| 05. 06. 2026 19:00 p.m. |
| 90 minut |
| Národní dům, Frýdek-Místek |
| 96 volných míst |
| from 450 CZK |
| festival |
Romanian Orchestra and Daniel Ciobanu
Leoš Janáček’s Piano Concertino, in confrontation with the elemental music whose roots grow from the rich culture of Romania, will be presented by artists who have this music inherently in their blood: the energetic Romanian pianist Daniel Ciobanu and the Romanian Chamber Orchestra with conductor Gabriel Bebeselea.
PROGRAMME CHANGE
ORIGINAL PROGRAMME
George Enescu
Pastorale fantaisie
Dinu Lipatti
Concertino in Classical Style op. 3
Leoš Janáček
Concertino, JW VII/11
György Ligeti
Concert Românesc
NEW PROGRAMME
Béla Bartók
Romanian Folk Dances, BB 76
Leoš Janáček
Concertino, JW VII/11
Dinu Lipatti
Concertino in Classical Style op. 3
George Enescu
Octet in C major op. 7
Daniel Ciobanu – piano
Romanian Chamber Orchestra
Gabriel Bebeselea – conductor
Béla Bartók’s Romanian Folk Dances were composed in 1915, originally as a piano cycle, and two years later the composer arranged them for small orchestra. In them, Bartók draws on authentic melodies that he recorded during his collecting trips through Transylvania. The short, highly concentrated movements capture the vitality, rhythmic sharpness and distinctive colour of Romanian folklore, which became one of the important sources of inspiration for 20th-century music. Leoš Janáček’s Concertino for piano and chamber ensemble, written in 1925, presents a highly distinctive sound world which, like Janáček’s opera The Cunning Little Vixen, turns towards the world of nature. “There is a cricket, little flies, a deer – a friendly brook – and man,” Janáček wrote of the work to Kamila Stösslová. Even a hundred years after the premiere of the Concertino, this jewel of chamber music still radiates extraordinary youthful energy and freshness. Dinu Lipatti was also loosely connected with George Enescu, who supported his talent from an early age. Lipatti entered music history above all as an outstanding pianist, although he also devoted himself to composition to a lesser extent. His Concertino in Classical Style, Op. 3, written in 1936, reflects the influence of the music of Joseph Haydn and Johann Sebastian Bach, transformed into an elegant, transparent and playful neoclassical form. The evening will conclude with George Enescu’s Octet in C major, Op. 7, a work by a young composer on the threshold of an extraordinary international career. Enescu completed it in 1900, when he was nineteen, and already in this large-scale composition for string octet he demonstrated remarkable compositional maturity. The work combines late-Romantic expressiveness, rich melodic writing and an almost symphonic mode of thought with chamber-like subtlety and detailed attention to the sound of the individual instruments.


▶ _YOUR OBJECTIVE_: Copy out every line of the data that has the word "this" somewhere in it.

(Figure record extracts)
..............................
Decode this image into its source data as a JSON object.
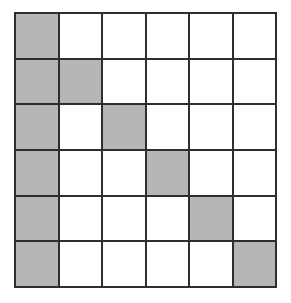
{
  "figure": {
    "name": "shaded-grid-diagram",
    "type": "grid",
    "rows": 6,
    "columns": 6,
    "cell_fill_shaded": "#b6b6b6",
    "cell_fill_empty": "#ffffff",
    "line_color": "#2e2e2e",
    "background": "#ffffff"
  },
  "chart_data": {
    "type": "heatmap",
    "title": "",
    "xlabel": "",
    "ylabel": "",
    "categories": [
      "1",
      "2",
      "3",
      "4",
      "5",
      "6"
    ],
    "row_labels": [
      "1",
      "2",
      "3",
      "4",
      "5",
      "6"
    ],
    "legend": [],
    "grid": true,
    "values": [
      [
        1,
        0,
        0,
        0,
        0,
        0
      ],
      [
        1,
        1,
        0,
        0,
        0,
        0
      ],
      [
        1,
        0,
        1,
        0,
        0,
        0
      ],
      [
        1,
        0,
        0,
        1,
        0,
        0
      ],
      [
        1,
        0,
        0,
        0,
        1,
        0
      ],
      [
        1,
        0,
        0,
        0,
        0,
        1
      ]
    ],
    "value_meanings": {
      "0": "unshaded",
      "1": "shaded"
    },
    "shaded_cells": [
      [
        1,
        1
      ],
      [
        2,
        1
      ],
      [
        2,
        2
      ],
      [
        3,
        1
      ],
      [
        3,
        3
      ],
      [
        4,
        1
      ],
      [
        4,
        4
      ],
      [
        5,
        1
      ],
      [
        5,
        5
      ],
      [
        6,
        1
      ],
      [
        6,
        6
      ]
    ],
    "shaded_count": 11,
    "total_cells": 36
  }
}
..............................
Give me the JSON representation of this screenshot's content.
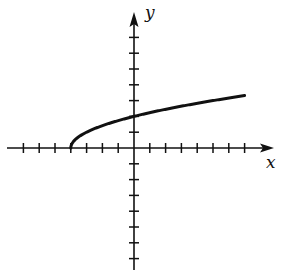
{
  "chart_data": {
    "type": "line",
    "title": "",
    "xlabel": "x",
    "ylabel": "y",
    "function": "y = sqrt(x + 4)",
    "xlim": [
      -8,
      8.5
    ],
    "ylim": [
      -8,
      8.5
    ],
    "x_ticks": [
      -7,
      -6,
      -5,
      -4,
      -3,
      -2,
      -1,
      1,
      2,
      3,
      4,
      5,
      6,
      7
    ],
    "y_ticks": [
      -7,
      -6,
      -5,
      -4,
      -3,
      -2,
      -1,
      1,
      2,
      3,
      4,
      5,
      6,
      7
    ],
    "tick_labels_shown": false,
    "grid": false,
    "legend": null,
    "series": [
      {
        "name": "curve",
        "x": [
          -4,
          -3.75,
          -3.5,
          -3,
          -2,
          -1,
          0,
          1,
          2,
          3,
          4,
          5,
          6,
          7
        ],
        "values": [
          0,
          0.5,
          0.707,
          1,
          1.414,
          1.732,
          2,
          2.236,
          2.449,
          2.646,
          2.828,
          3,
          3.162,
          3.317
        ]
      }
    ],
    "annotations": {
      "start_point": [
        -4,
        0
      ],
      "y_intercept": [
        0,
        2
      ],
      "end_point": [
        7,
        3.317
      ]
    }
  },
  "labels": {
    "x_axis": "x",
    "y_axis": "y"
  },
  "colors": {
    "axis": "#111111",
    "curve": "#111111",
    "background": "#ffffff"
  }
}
..............................
▶ _OUTPUT OF THE TASK_:
Decode this image into its source data as a JSON object.
Give me the JSON representation of this screenshot's content.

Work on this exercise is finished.